SingleFrequency Beams
The first of two types of Michelson interferometers uses a singlefrequency heliumneon
laser beam and a beam splitter. When the beam passes through one of the machine’s
moving corner cubes, its other half is reflected into the other cube. These reflected
beams return, meeting one another within the beam splitter. These beams, together, will
create an interference fringe pattern. Once counted by a photodetector, the fringes
reveal a cycle of change intensity.
TwoFrequency Beams
The Michelson interferometer is available in a twofrequency variant. The twofrequency
interferometer, unlike the singlefrequency interferometer, circumnavigates the regular
electrical noise, gain drift and slight inaccuracies of the singlebeam variant. It uses two
heliumneon laser beams of different frequencies, creating an overall carrier frequency.
Distance information, then, is carried within AC waveforms—not a onefrequency
device’s DC wavelengths. A twofrequency interferometer is a fantastic calibration
device, but it requires the installation of permanent magnets and highquality optical
components to ensure accurate measurements and polarization. Scattered light,
otherwise, may be lost when returning to the machine’s laser resonator.

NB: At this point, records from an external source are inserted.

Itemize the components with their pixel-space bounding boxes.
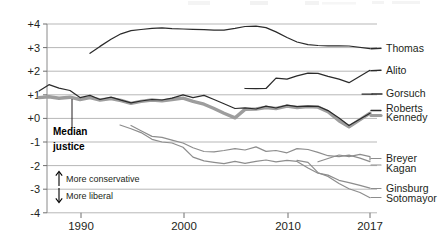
legend-swatches [371, 48, 382, 197]
arrow-up-icon [56, 171, 62, 186]
x-axis [81, 213, 370, 218]
series-label-alito: Alito [386, 64, 407, 76]
median-justice-label-line1: Median [53, 126, 87, 137]
supreme-court-ideology-chart: +4 +3 +2 +1 +0 -1 -2 -3 -4 1990 2000 201… [0, 0, 444, 247]
y-tick-label: -3 [30, 183, 40, 195]
cut-off-title-sliver [188, 1, 420, 5]
x-tick-label: 2000 [171, 220, 197, 232]
series-line-alito [245, 70, 370, 88]
y-tick-label: +3 [27, 42, 40, 54]
x-tick-label: 1990 [68, 220, 94, 232]
y-tick-label: -2 [30, 160, 40, 172]
series-line-thomas [90, 26, 370, 53]
legend-swatch-thomas [371, 48, 381, 49]
y-tick-label: -1 [30, 136, 40, 148]
y-axis [43, 24, 47, 213]
more-conservative-label: More conservative [66, 174, 140, 184]
y-tick-label: -4 [30, 207, 40, 219]
y-tick-labels: +4 +3 +2 +1 +0 -1 -2 -3 -4 [27, 18, 40, 219]
median-justice-annotation: Median justice [52, 99, 87, 152]
series-label-gorsuch: Gorsuch [386, 87, 426, 99]
y-tick-label: +2 [27, 65, 40, 77]
x-tick-label: 2017 [357, 220, 383, 232]
x-tick-labels: 1990 2000 2010 2017 [68, 220, 383, 232]
series-label-kennedy: Kennedy [386, 111, 428, 123]
direction-annotations: More conservative More liberal [56, 171, 140, 202]
series-label-sotomayor: Sotomayor [386, 192, 437, 204]
more-liberal-label: More liberal [66, 191, 113, 201]
series-lines [39, 26, 372, 198]
y-tick-label: +4 [27, 18, 40, 30]
median-justice-label-line2: justice [52, 141, 85, 152]
x-tick-label: 2010 [275, 220, 301, 232]
series-line-kennedy [39, 97, 370, 127]
series-label-thomas: Thomas [386, 42, 424, 54]
series-labels: Thomas Alito Gorsuch Roberts Kennedy Bre… [386, 42, 437, 204]
chart-canvas: +4 +3 +2 +1 +0 -1 -2 -3 -4 1990 2000 201… [0, 0, 444, 247]
y-tick-label: +0 [27, 112, 40, 124]
gridlines [47, 24, 377, 213]
arrow-down-icon [56, 188, 62, 203]
series-label-kagan: Kagan [386, 162, 417, 174]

Using the Laser Doppler Calibration System
The Laser Doppler Calibration System requires the use of a laser Doppler displacement
meter, abbreviated as LDDM. The LDDM utilizes optical heterodyne techniques,
electrooptics and several phase demodulators to measure a movable corner cube’s
position. This measurement, when compared to a machine’s operations, can expertly
track angles—calibrating it.
LDDM systems don’t suffer from issues with stray light and polarization. They
additionally don’t require specialized optics to maintain operations. Windows, inserted
into an LDDM system’s beam path, alongside several basic mirrors, can reflect the
system’s laser back. A compact system, the LDDM can be mounted easily. For this
reason, it’s a highly versatile machine tool that eliminates the need for multiple machine
components.
A Doppler system requires two optics: a retroreflector and a laser head. A laser
interferometer, meanwhile, requires three separate optics to be mounted via tripod
beyond the machine tool. In many cases, the Doppler system is far easier to install, set
up and operate. Data collection is automatic, which aids immediate measurements.
Future Calibration Tools
The world of CNC calibration is constantly changing. In the near future, machine tools
will likely feature immediately accessible calibration systems. These systems will be
formatted into a machine’s software, giving users immediate access to custom
solutions. Capable of automatically correcting errors with measurements, these
calibration tools will additionally collect and chart information automatically, helping
users determine a machine’s tool condition quickly, effectively and reliably.
Fortunately, costeffective and efficient calibration systems exist today. While the
industry awaits online calibration options, quickchecks and predictive maintenance are
still highly efficient. With regular discipline, a broad PDM program and the correct tools,
inhouse specialists can significantly reduce machine downtime, increase investment
returns and keep organizational operations at a peak.